Native methods and virtual threads

Cay Horstmann cay.horstmann at gmail.com
Sat Jul 15 17:01:17 UTC 2023


I just led a discussion about virtual threads at JCrete, and I was astonished that I got blank stares when I said the following: "Virtual threads have one big advantage: In the code that they execute, blocking is cheap and natural, thus freeing whoever writes that code from the tyranny of nested callbacks. This is the principal reason to use virtual threads."

But that really is the principal reason.

If you implement a framework where other programmers write code for the tasks that you dispatch, you will hear from them soon enough. Once they find out that they no longer have to use a reactive style, they will want virtual threads.

I don't think the server needs to change. It will continue to wait on idle sockets. But the tasks that it dispatches will likely be virtual threads by default, or platform threads for the situations where virtual threads don't work. That is more complex than it was before (unless you can be sure that all tasks can use virtual threads). But the programmers who implement the business logic will thank you.

On 14/07/2023 23.50, Brian S O'Neill wrote:
> The solution you describe (a single thread pool for blocking native tasks) is the same as the message passing solution that I proposed. But if I have to manage different thread pools for different type of operations, it's no different than using platform threads.
> 
> In a world without virtual threads, my server waits on idle sockets by using epoll or a SelectableChannel. Tasks can then be dispatched to a thread pool. In a world _with_ virtual threads, I don't need to directly use epoll or a SelectableChannel. But if I have to dispatch tasks to different thread pools, then my server isn't that much different than it was before. I'm dispatching to something else all the time, so what have I gained? I still have to manage thread pool sizes, etc.
> 
> If I'm using virtual threads to dispatch short lived tasks (via structured concurrency) I now need to be aware of all of the task dependencies. Sometimes I can use virtual threads, and sometimes I need to use a regular FJ pool. This is more complex than what I had before, when I could just use a single FJ pool and not worry about it.
> 
> Am I describing a false dichotomy? No. It's about choosing the right type of threads to use, and virtual threads have unfortunate gotchas. The safe choice is to design a server to use platform threads by default, and later add virtual threads as an option.
> 
> 
> On 2023-07-14 02:13 PM, Attila Kelemen wrote:
>>
>>     If I'm writing a new service, and I have complete control over what
>>     native libraries it depends on, I might conclude that virtual threads
>>     are a good choice. But as the service evolves, I might want to start
>>     depending on native libraries that provide needed functionality. If
>>     they
>>     perform blocking operations, I might need to wrap the library with a
>>     message passing queue, which just adds overhead and complexity. If the
>>     advice is to stop using virtual threads at this point, I could have
>>     made
>>     that decision from day one. And it seems that's the safest option.
>>
>>
>> But it is a false dichotomy to choose between not using virtual threads basically at all, and using only VTs. If that is a serious problem, then you could just create a single thread pool for your "slow, blocking native tasks" and then just wait for the submitted task on the VT. It is unlikely to make things very difficult, because you can easily hide this behind a method which is barely different from marking a method as "blocking, please compensate", and you even have more flexibility (which you might need, if you have such an edge case).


# EXERCISE
Search the material for the word "forward" and copy each line that holds it.

# GIVEN RECORDS
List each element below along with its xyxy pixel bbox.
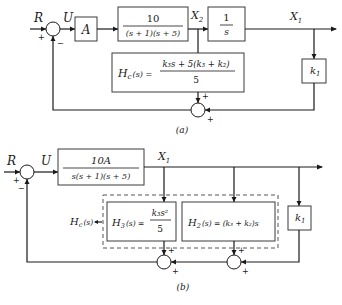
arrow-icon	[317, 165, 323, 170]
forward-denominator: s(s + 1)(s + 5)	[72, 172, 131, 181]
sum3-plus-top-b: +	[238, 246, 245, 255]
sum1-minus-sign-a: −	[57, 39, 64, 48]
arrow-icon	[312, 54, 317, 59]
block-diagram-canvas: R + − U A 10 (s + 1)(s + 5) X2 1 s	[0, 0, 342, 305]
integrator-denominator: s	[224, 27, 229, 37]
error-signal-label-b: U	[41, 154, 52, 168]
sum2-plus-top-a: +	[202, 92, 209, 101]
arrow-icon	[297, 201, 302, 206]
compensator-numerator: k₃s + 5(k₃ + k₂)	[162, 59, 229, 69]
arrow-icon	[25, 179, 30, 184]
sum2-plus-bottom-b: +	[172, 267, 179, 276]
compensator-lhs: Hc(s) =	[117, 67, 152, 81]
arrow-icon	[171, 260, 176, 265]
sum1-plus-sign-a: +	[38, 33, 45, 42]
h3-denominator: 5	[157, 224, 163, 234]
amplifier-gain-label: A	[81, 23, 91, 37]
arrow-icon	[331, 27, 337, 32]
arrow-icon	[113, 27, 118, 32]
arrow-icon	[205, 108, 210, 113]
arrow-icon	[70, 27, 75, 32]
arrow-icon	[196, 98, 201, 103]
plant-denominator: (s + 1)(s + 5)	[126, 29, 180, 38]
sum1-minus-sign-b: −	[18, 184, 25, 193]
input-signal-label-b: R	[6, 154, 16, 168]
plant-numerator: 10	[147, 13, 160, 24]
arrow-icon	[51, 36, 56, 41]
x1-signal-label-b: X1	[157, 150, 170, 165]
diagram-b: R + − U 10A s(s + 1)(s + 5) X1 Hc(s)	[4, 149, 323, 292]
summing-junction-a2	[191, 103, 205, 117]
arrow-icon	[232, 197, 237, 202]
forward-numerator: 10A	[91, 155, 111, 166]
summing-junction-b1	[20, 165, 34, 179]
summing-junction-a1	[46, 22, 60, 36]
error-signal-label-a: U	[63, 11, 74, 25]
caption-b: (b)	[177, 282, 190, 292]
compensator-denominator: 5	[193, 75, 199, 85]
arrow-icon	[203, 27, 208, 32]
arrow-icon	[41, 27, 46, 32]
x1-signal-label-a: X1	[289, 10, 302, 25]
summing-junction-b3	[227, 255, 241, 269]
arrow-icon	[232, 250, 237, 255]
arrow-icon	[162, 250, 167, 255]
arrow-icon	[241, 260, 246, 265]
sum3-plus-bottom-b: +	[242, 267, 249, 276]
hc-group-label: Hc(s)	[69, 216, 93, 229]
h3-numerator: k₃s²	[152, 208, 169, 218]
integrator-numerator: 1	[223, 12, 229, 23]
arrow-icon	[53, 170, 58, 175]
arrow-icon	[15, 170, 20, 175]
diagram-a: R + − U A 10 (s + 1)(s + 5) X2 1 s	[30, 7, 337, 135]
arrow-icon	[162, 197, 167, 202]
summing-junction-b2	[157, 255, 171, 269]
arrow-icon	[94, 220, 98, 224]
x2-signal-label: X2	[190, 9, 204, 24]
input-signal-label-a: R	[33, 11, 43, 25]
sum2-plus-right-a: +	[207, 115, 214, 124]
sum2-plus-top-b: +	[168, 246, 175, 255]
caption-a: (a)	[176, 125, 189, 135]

* * *

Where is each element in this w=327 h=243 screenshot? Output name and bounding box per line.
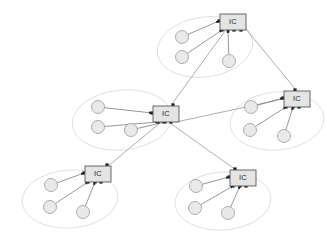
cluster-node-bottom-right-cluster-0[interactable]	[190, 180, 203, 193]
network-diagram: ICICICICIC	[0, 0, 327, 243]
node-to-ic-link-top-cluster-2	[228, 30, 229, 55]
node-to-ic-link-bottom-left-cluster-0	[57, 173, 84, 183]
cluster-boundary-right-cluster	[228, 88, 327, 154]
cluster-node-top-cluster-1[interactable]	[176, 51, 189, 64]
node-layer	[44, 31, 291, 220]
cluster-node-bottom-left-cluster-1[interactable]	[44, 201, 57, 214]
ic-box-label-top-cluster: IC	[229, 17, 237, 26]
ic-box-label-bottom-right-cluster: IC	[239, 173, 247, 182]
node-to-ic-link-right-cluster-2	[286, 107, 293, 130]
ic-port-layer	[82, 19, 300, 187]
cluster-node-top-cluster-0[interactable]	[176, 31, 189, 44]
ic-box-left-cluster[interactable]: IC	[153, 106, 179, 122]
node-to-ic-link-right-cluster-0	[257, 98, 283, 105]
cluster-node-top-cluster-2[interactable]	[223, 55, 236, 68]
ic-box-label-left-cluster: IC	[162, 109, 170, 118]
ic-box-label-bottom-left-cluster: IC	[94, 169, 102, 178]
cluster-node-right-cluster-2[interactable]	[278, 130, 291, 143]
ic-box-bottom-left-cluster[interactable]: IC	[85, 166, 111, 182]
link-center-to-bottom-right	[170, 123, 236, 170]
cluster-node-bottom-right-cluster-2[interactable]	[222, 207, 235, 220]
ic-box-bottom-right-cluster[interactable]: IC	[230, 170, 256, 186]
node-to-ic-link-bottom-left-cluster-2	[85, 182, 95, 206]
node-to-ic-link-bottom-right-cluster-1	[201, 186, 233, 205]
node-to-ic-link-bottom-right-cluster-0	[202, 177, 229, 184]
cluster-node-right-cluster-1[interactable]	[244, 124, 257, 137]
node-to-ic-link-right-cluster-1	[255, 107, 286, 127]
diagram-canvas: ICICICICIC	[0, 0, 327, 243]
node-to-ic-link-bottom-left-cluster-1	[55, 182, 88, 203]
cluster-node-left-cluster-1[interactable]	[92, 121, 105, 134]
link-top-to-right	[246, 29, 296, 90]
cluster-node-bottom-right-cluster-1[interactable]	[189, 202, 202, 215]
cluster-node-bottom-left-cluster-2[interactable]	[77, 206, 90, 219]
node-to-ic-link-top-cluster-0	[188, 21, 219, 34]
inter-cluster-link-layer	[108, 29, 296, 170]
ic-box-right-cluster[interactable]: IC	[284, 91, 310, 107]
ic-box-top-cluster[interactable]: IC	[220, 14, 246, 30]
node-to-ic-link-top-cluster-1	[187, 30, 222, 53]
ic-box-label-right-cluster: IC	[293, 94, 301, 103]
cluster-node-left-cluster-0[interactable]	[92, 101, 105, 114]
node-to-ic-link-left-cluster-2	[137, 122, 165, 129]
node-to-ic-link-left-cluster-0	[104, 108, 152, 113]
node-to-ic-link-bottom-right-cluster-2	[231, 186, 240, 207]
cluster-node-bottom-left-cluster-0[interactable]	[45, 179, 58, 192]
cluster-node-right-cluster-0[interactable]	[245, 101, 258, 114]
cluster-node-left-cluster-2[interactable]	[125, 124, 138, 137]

# RESULT
forward-denominator: s(s + 1)(s + 5)	[72, 172, 131, 181]
forward-numerator: 10A	[91, 155, 111, 166]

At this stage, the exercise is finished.